There are lots of ways to automate the recruiting process. How you do it is going to differ based on your audience. And it will take some experimentation to get it to work right. If you want to dig in more on that, we do cover automating the recruiting process in our Continuous Interviewing course. And we also cover it in our 12-week coaching program. But the big idea is what I just shared, find a way to recruit your customers while they’re already engaging with you.
Melissa: We also had somebody asking if you could give a little bit more of a definition of “opportunity” or share how broad an opportunity should be.
Teresa: I define an opportunity as a customer need, a customer pain point, or a customer desire. It’s that simple.
One of the mistakes I see teams make is they define their opportunities really vaguely. So again, this is problem framing. We’re trying to frame an opportunity in a way that allows us to address it easily. I try to encourage people to frame their opportunities in a really specific manner.
One thing that really helps is to think about a particular moment in time. You might hear customers say really vague things like, “I wish this was easier to use.” Okay, well, that opens the door to all usability improvements. We could work on that forever and our customers are still going to say, “I wish it was easier to use.”
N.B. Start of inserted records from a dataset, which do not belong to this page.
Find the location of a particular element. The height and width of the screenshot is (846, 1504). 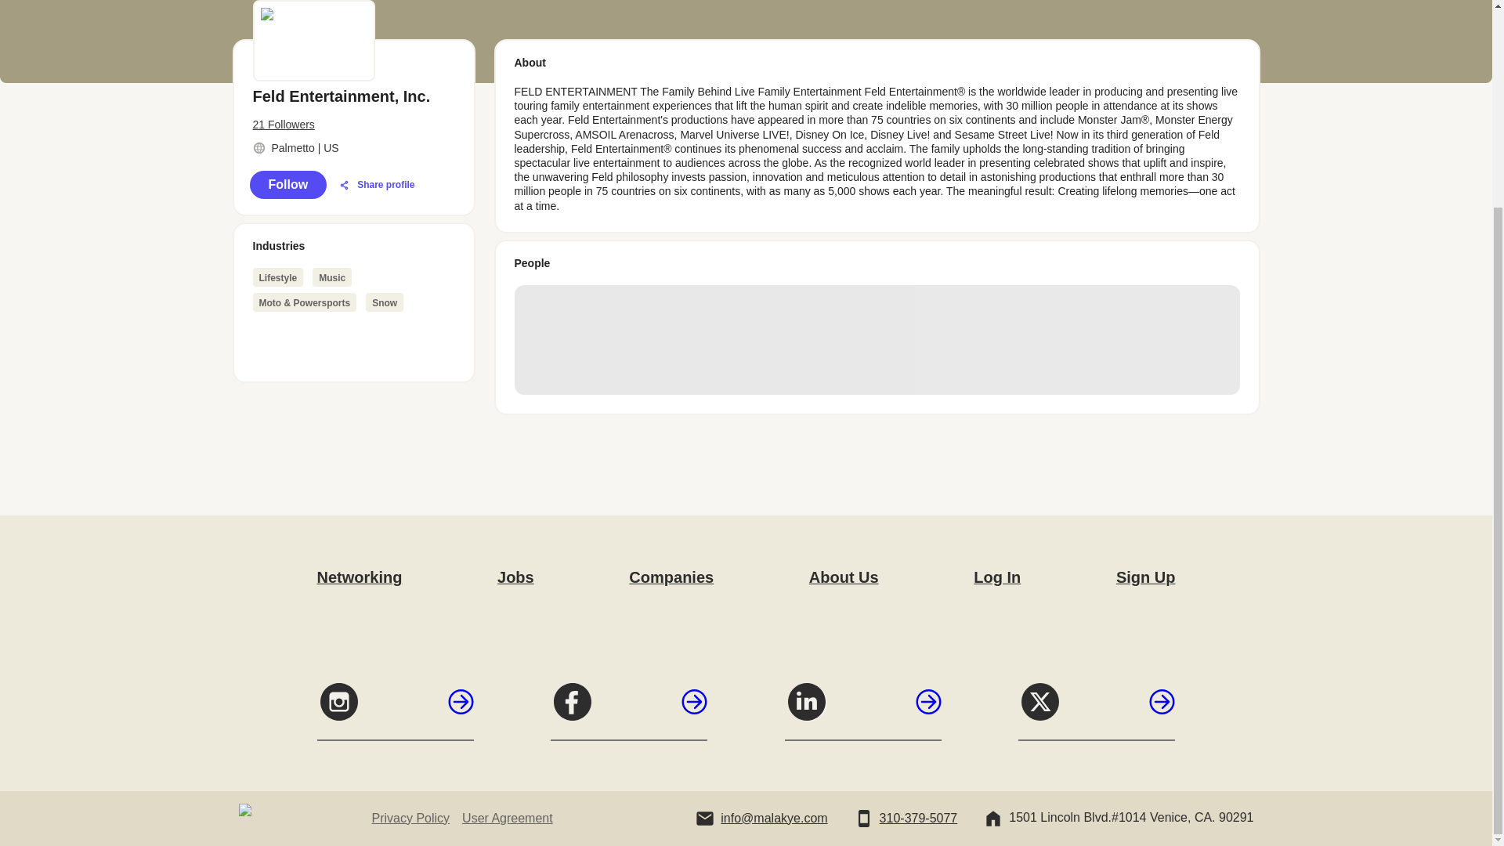

Networking is located at coordinates (359, 577).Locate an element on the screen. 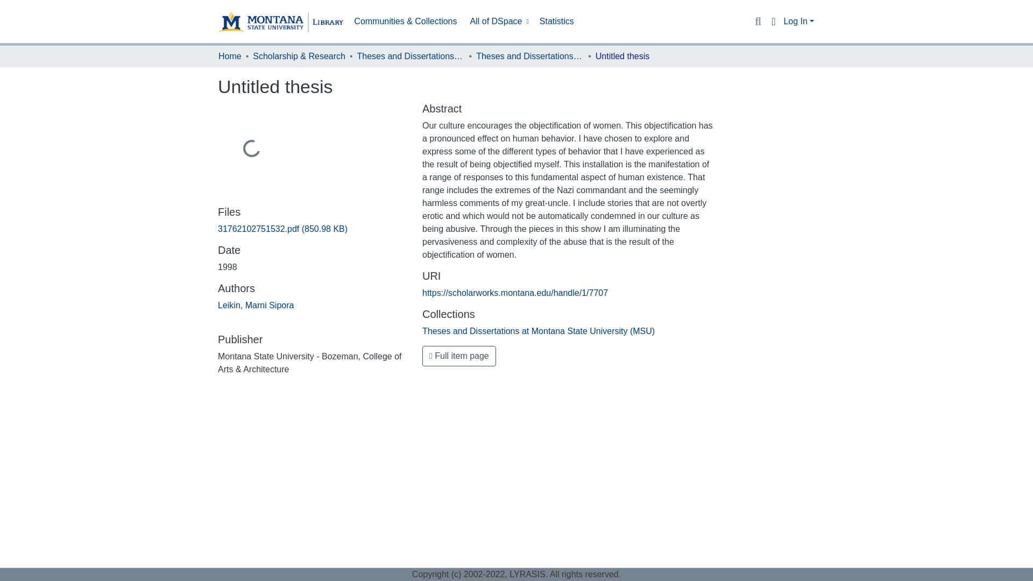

So how do we reframe that to be a really specific moment in time? Again, if you’re collecting stories, you’re going to hear about the need in the context of a story, so you can tie it to a specific moment in time. Because I’ve been using Netflix as an example, I’m going to stick with that. Instead of saying, “I wish this was easier to use,” it’s, “I can never find where to go when I want to search for a specific show.” That’s a really specific moment in time.
Now, what I don’t like about that opportunity is it’s really tied to the product and I like to keep the product out of the opportunity space. So I would reframe that even more—and this is where the tree structure can help. As you move up the tree, your opportunity is going to be a big pain point.
For Netflix it might be, “I can’t decide what to watch.” That’s the big opportunity. It’s still a moment in time. It’s the moment when you’re trying to decide what to watch. And then as you move down the tree, you’re going to break that opportunity up into a series of sub-opportunities. A sub-opportunity might be, “Is this show any good?” or “Have I seen this before?” What are the questions people are asking when evaluating what they should watch?
For, “Is this show any good?”, you might get more specific. “Are there any actors in it that I like?” “Is the story good?” “Is it based on strong characters?” As you move from a really big, hard problem—“What should I watch?”—you’re deconstructing it into more and more specific problems. Eventually you’ll get to one like, “Is there an actor in it that I like?” That’s a very solvable problem that we can now start to tackle iteratively.
This has been super fun. I know Hope and I love getting your questions. We love hanging out and talking with folks. Don’t miss our next session, which will be Part 3 of this series.